The story she tells is not always flattering to Kennedy or to Alford herself. She felt no guilt, she wrote, with regard to the first lady, whom she never met. "I do now," she said. But at the time, "it wasn't as if I was trying to replace her or that the president was trying to replace her. I think I just went along. And so I didn't feel guilty. It's kind of embarrassing to say that."

Alford knows that readers may judge her harshly; "it doesn't frighten me," she said. She describes Kennedy as "a kind and thoughtful man." And then, she tells stories of what she calls his darker side.

She says Kennedy once asked her to "take care of" his aide Dave Powers, who had served as the go-between facilitating the affair; she performed oral sex on Powers while Kennedy watched. The president later apologized to both of them.
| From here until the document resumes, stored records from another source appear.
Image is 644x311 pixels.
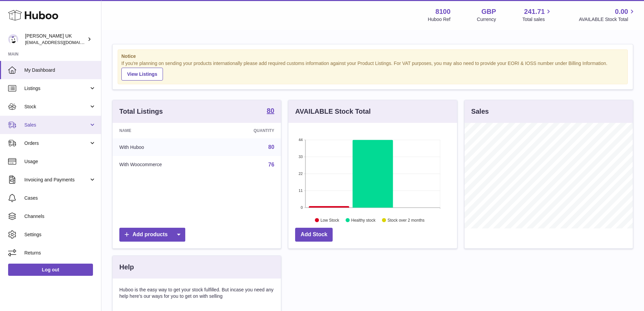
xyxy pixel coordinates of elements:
a: Add products [119,228,185,241]
th: Quantity [217,123,281,139]
h3: Total Listings [119,107,163,116]
span: My Dashboard [24,67,96,74]
td: With Huboo [113,139,217,156]
span: 241.71 [525,7,545,16]
span: Stock [24,103,89,110]
a: 80 [268,144,275,150]
img: emotion88hk@gmail.com [8,34,18,44]
span: Orders [24,140,89,147]
span: Returns [24,250,96,256]
a: 80 [267,107,274,115]
span: Cases [24,195,96,201]
div: [PERSON_NAME] UK [25,33,86,46]
a: 241.71 Total sales [522,7,553,22]
div: If you're planning on sending your products internationally please add required customs informati... [122,60,625,80]
th: Name [113,123,217,139]
h3: Help [119,263,134,272]
strong: 8100 [436,7,451,16]
span: Listings [24,85,89,91]
span: Invoicing and Payments [24,176,89,183]
h3: AVAILABLE Stock Total [296,107,371,116]
text: Stock over 2 months [388,218,425,222]
span: Sales [24,122,89,128]
div: Huboo Ref [429,16,451,22]
span: Usage [24,159,96,165]
td: With Woocommerce [113,156,217,174]
span: Channels [24,213,96,220]
a: View Listings [122,67,163,80]
a: 76 [268,162,275,168]
span: 0.00 [615,7,629,16]
text: 33 [299,155,303,159]
text: Low Stock [320,218,340,222]
p: Huboo is the easy way to get your stock fulfilled. But incase you need any help here's our ways f... [119,287,274,300]
text: 0 [301,205,303,209]
a: Log out [8,264,93,276]
span: Settings [24,232,96,238]
strong: 80 [267,107,274,114]
span: AVAILABLE Stock Total [579,16,636,22]
strong: GBP [481,7,496,16]
text: 11 [299,188,303,192]
text: Healthy stock [352,218,376,222]
span: [EMAIL_ADDRESS][DOMAIN_NAME] [25,39,99,45]
a: 0.00 AVAILABLE Stock Total [579,7,636,22]
span: Total sales [522,16,553,22]
h3: Sales [472,107,489,116]
div: Currency [477,16,497,22]
strong: Notice [122,53,625,59]
text: 44 [299,138,303,142]
text: 22 [299,172,303,176]
a: Add Stock [296,228,333,241]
On another occasion, she wrote, he asked her to do the same for his brother Teddy. She refused. Then there was a party with a "fast Hollywood crowd" at Bing Crosby's house in Palm Springs, Calif., that she attended with the president. A guest offered yellow pills that she believed were poppers, or amyl nitrate, a drug often used to enhance sexual pleasure.
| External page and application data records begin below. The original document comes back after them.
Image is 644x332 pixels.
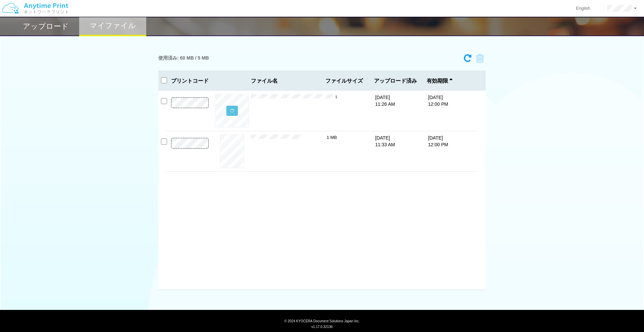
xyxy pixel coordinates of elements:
p: [DATE] 12:00 PM [428,134,453,148]
span: ファイルサイズ [325,78,363,84]
p: [DATE] 11:26 AM [375,94,401,107]
span: 有効期限 [426,78,452,84]
span: アップロード済み [374,78,416,84]
h3: 使用済み: 60 MB / 5 MB [158,56,209,61]
span: v1.17.0.32136 [311,325,332,329]
span: 1 MB [327,135,337,140]
span: ファイル名 [251,78,322,84]
h2: アップロード [22,22,69,31]
span: © 2024 KYOCERA Document Solutions Japan Inc. [284,319,360,323]
h2: マイファイル [90,22,135,30]
p: [DATE] 11:33 AM [375,134,401,148]
p: [DATE] 12:00 PM [428,94,453,107]
h3: プリントコード [166,78,214,84]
Kennedy asked her if she wanted to try one and she said no, but she said he popped the capsule and held it under her nose anyway. "Within minutes of inhaling the powder, my heart started racing and my hands began to tremble," she writes. "This was a new sensation, and it frightened me. I panicked and ran crying from the room, praying that it would end soon."

Alford debated whether to share episodes like this, taking them out of the book and putting them back in. If she had excluded them, she said, "it would have felt like I was not telling the whole story."

When the affair with Kennedy was revealed in 2003 — the Daily News of New York published her name — Alford spent a few days holed up in her apartment with the media camped outside. Then they left and she started going to work and going grocery shopping again.

After interviews to promote "Once Upon a Secret," she expects to return to her quiet life once more. "It's sort of like closing a chapter on that 18 months," she said, "and closing a chapter on keeping secrets."